ERP Sessions With Your Dietitian

 

Exposure Response Prevention Sessions With Your Dietitian

One of my favorite types of sessions to have with patients is an exposure snack or meal, or an Exposure Response Prevention (ERP) snack/meal. Though these aren't generally my patient's favorite things in the world (I get it, I get it), more often than not they leave feeling empowered that they were able to challenge their eating disorder rules and anxiety head on!

Here's a small glimpse of how this happens. The most important tool in my toolkit is patient rapport. If I don't build that, there will be no way we can create this lasting success. I will spend a couple sessions food-free (unless I deem necessary sooner), and we will talk about foods their eating disorder took away from them, rules their eating disorder makes them follow, and how maddening and exhausting it can all feel. I will provide medical nutrition therapy, nutrition education and diet-culture debunking throughout each session.

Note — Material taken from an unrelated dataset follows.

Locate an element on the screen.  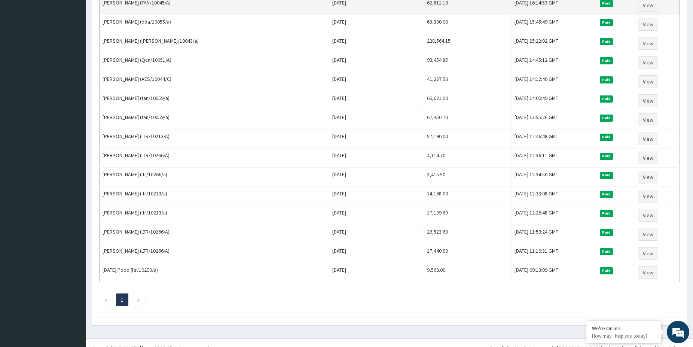
div: We're Online! is located at coordinates (623, 328).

During these early sessions I have my patients create a “food hierarchy list.” When I ask them to tell me foods they still feel afraid of, I am often faced with wide eyes and wheels turning with “I am SO not going to tell her I haven’t had pasta in a year, I know she’s going to make me eat that! I’ll tell her I’m afraid of oatmeal, I like oatmeal. I’m feeling way too anxious for this, I would rather just leave now….”

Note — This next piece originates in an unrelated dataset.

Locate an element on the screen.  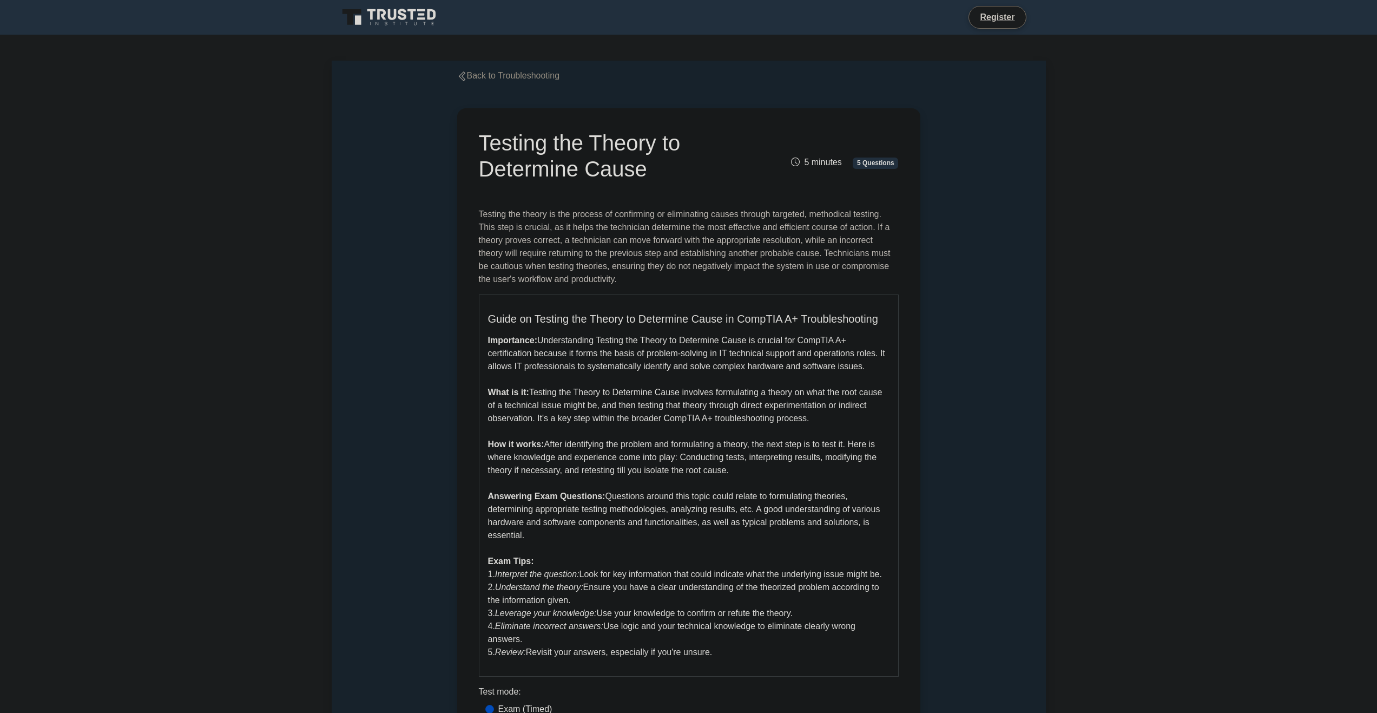
div: Test mode: is located at coordinates (689, 694).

That’s why I like these lists. I have each patient start with a list of 5-10 foods, ranging from the most anxiety inducing to the least, having the least be a food that feels challenging, but it’s also tolerable in this exact moment. We will start with the least scary food situation, and progress onward as the patient seems ready. I always strive to set my patients up for success by meeting them where they are at. This instills confidence and self-assurance. This builds trust, so we can team-up against their eating disorder together.

ERP therapy provides a slow, incremental exposure to the stimuli (or in this situation, feared food/food behavior) which causes the individual to feel significant anxiety. Feeling this anxiety is good, it means we are making their eating disorder uncomfortable! The more we challenge the eating disorder, the more power we take away from it! By doing this, a trained disordered eating clinician will provide a safe space for patients to reduce distress by developing tolerance.

ERP snack/meal exposures aren’t always foods one would “assume.” I will list some exposures I have had the pleasure to help my patients grow from:

- Granola bars

- Eating 1 bite of food after 8 pm

- Gatorade

- Drinking water

- Eating “out of order,” taking a bite of everything before completing one item

- Eating in front of peers

- Not leaving “bits” or “bites” behind on the plate

- Reese’s cups

- Fresh fruit (challenging the fear of bugs being in the fruit, fear around foodborne illness, texture aversions)

- Peppermint Ice Cream during the holidays

- Touching a sticky food item

- Pasta

- Not knowing the ingredients in an item, and then going through each ingredient after the fact where I (the dietitian) provide them education on what the purpose of this ingredient is (flavor, food chemistry, shelf-stability)

I have been doing this for 3 years now, and as you can imagine the list continues. This reminds us that each individual struggling with an eating disorder has a very unique story and should be working with clinicians trained in the field.